An Artist Has Deemed Trump's Wall Land Art. Robert Smithson Would Not Have Agreed
Christoph Büchel is framing the border prototypes as sculpturally significant, but they don't measure up against the ideals of the Land Art movement's godfather.
Photo: Courtesy of MAGA / Bjarni Grimsson
The best vantage point from which to see the eight 30-foot wall prototypes currently being pick-axed and blowtorched by US Border Patrol officers per the vainglorious decree of Donald Trump is in Mexico. So from late December to late last month, Swiss-born artist Christoph Büchel organized sorties in a Mercedes-Benz van from the Museum of Contemporary Art San Diego (reportedly without their permission or knowledge) to the proving ground near the Otay Mesa port of entry, where a step ladder beside the Vietnam-era corrugated steel barrier allows a view of the eight freestanding segments on American soil.
Büchel presents his project in the context of a “nonprofit” called MAGA (“Make Art Great Again,” presumably). “The eight border wall prototypes,” reads their press release, “have significant cultural value and are historical land art.” That unqualified “are” is a bit strong, but it’s true that the prototypes bear passing resemblance to Nancy Holt’s 1976 Sun Tunnels, in northwestern Utah (perforated concrete pipes aligned to the solstices and the stars); and to Michael Heizer’s as-yet-unfinished life’s work, City, in central Nevada (an alien complex of cast berms and excavations) Land art is big, land art is solid, land art is found outdoors…


MAGA claims to “question and adapt to the changing definitions of art.” Yet Büchel’s “provocative” claim for Trump’s wall is less radical than he imagines; not least, his field trips to the slums of the borderland echo Robert Smithson’s 1967 bus trip to Passaic, NJ. In the essay “A Tour of the Monuments of Passaic, New Jersey,” Smithson doesn’t expand the definition of art so much as dissolve the limits around those human projects deemed worthy of analysis. A naturalist museology takes in contemporary sculpture, and the sculptor’s eye grazes on the aesthetic of the New Jersey suburbs. Smithson observes the construction and the industry, and names the vague, depopulated sites “monuments”: a rotating bridge, a parking lot, a sandbox. Whether or not you call it art is beside the point, and irrelevant to its monumentality.
Such was the golden era of ambiguous, self-aware conceptualism; Büchel’s gesture, however, lands in 2018 as self-serving and cynical. The MAGA website takes a banal and problematic position of neutral awe. Like a “wall,” Büchel’s proposition is all too binary; there is really only one reaction to provoke—which is the one articulated in the petition against his petition. Suffice it to underline the callousness it takes for an established artist with a European passport to muse abstractly on whether or not a wall is “art” or “not,” while that wall ruins lives. MAGA willfully overlooks the human cost of Trump’s project, the US/Mexico border fortifications, and of international borders; to make his point, the artist adopts a position of indifference—an inhuman position.

“Aesthetic considerations are largely secondary to brute strength,” writes the New York Times of the eight prototypes, “but, when viewed up close, the walls collectively have the undeniable majesty of minimalist sculpture.” Unfortunately, it’s not “undeniable majesty” that defines minimalism. The most salient feature of the new sculpture produced in the 1960s by the likes of Donald Judd and Robert Morris—what Smithson called the New Monuments—is its “unmade,” infinite quality. And it’s true: in present debates over “monuments”—of the Confederate variety, say—the idea remains that even if controversial figurative works need to go, these unblinking slabs, human-made and profoundly inhuman, could support whatever history you like.
At the end of “Monuments of Passaic,” Smithson gives us a memorable parable for the irreversibility of time. Imagine a sand box, half white sand and half black. Imagine running clockwise—the sand turns gray. Now imagine running counter-clockwise—the sand doesn’t sort itself back out, it turns grayer. That’s entropy. “Instead of causing us to remember the past like the old monuments,” reads the MAGA site’s Mission page, “the new monuments seem to cause us to forget the future.”


That’s a direct and unattributed quote from Smithson’s 1966 essay “Entropy and the New Monuments.” (The preceding lines are pulled from Judd, as well as the MOCA and MoMA websites—all without citation.) All this “borrowing” is as unsurprising as the MAGA project itself. Whatever their designation or anti-designation as art, the border wall prototypes have been (and will remain) the sort of unintended monuments Smithson identified in the Jersey sprawl. Smithson called the unfinished constructions of Passaic “ruins in reverse”; their incompleteness also embodies a certain decline. “Passaic center was no center,” he writes. “It was instead a typical abyss or an ordinary void. What a great place for a gallery! Or maybe an ‘outdoor sculpture show’ would pep that place up.”
Other artists have preempted Büchel’s provocation by decades; we should listen to them instead.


Task requirements: Each record that follows should be repeated exactly, minus any images.

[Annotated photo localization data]
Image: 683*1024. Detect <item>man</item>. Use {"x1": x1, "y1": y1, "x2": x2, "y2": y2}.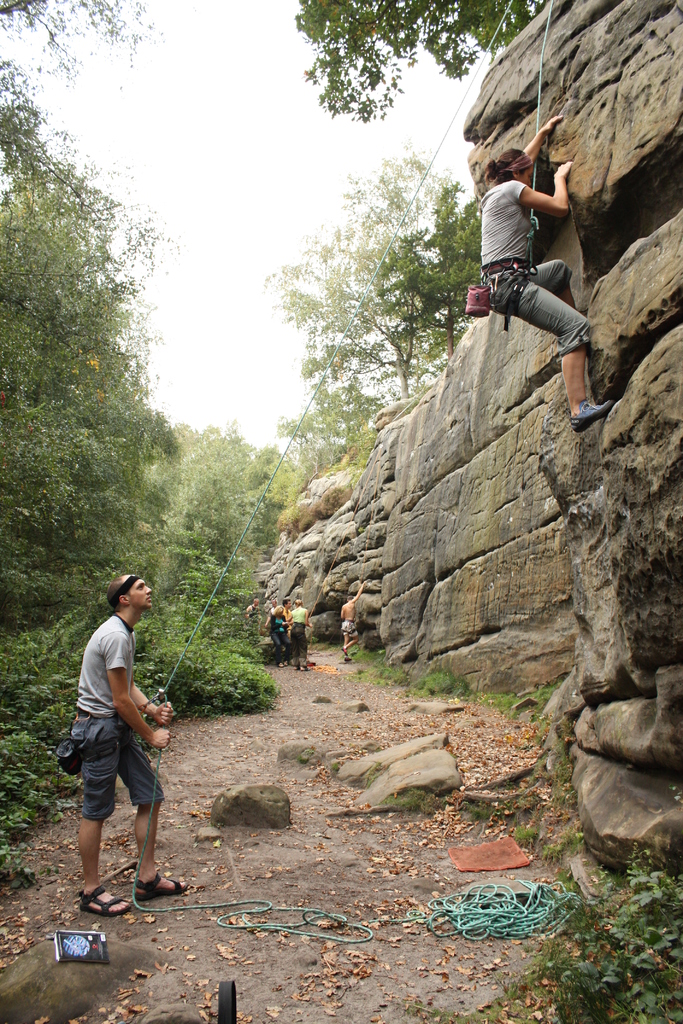
{"x1": 271, "y1": 597, "x2": 283, "y2": 652}.
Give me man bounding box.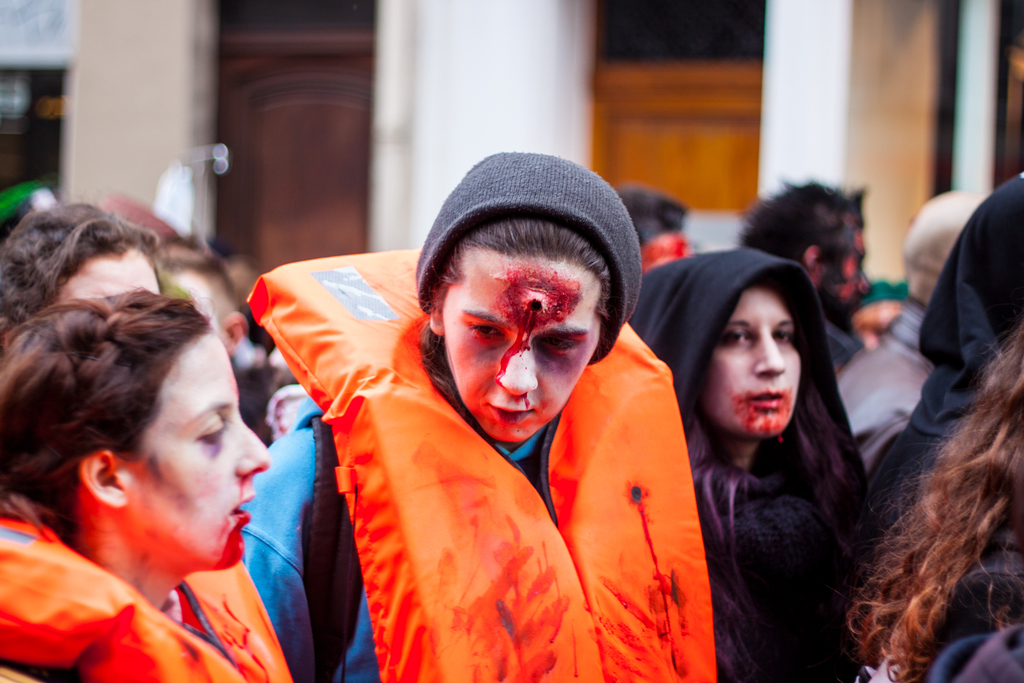
box(733, 180, 870, 368).
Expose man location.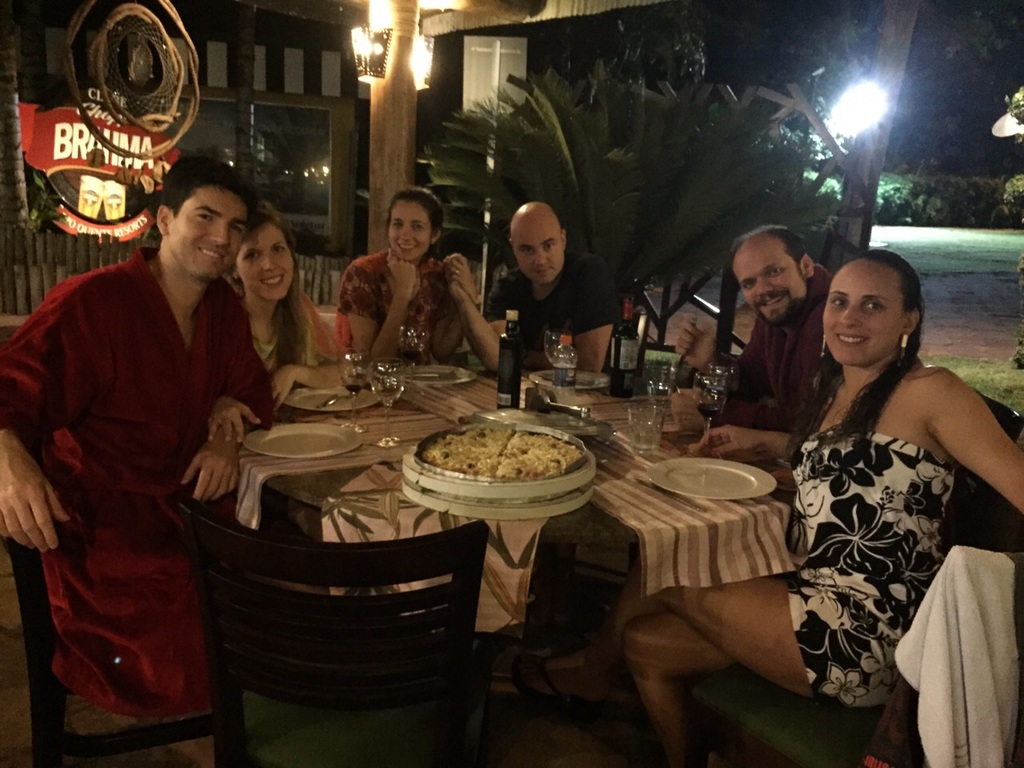
Exposed at (666, 221, 838, 418).
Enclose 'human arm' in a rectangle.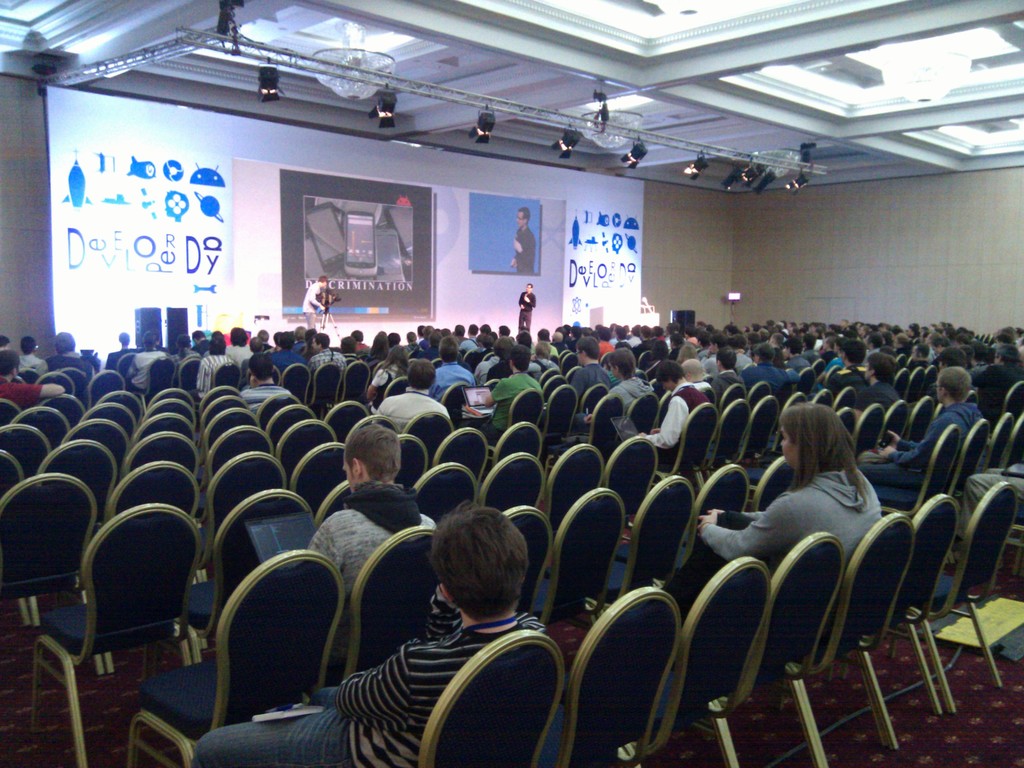
x1=883, y1=415, x2=948, y2=470.
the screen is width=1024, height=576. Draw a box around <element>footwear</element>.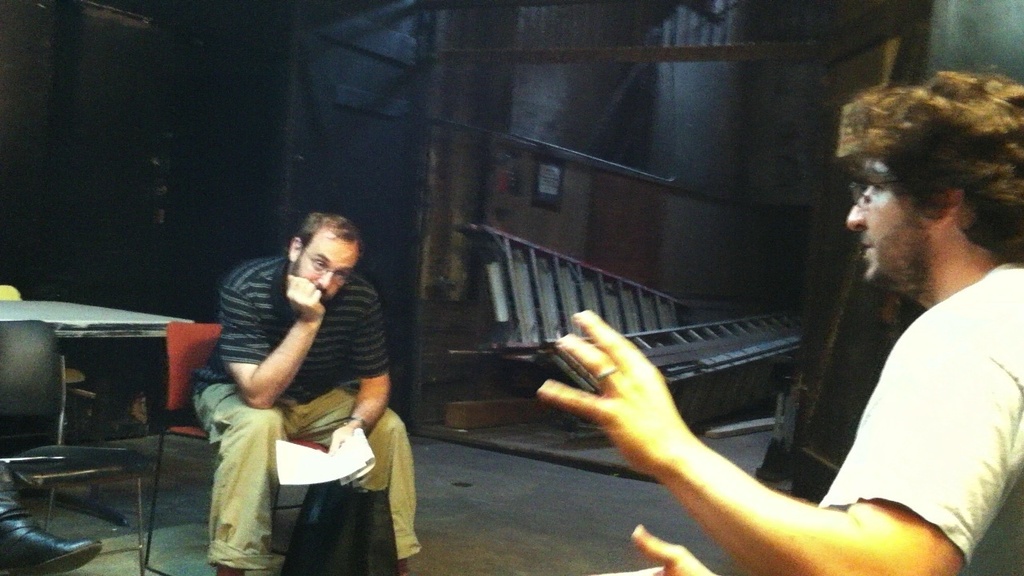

Answer to this problem:
Image: 683*1024. Detect <item>man</item>. Use {"x1": x1, "y1": y1, "x2": x2, "y2": y2}.
{"x1": 271, "y1": 597, "x2": 283, "y2": 652}.
Give me man bounding box.
box(733, 180, 870, 368).
Expose man location.
Exposed at (666, 221, 838, 418).
Enclose 'human arm' in a rectangle.
x1=883, y1=415, x2=948, y2=470.
the screen is width=1024, height=576. Draw a box around <element>footwear</element>.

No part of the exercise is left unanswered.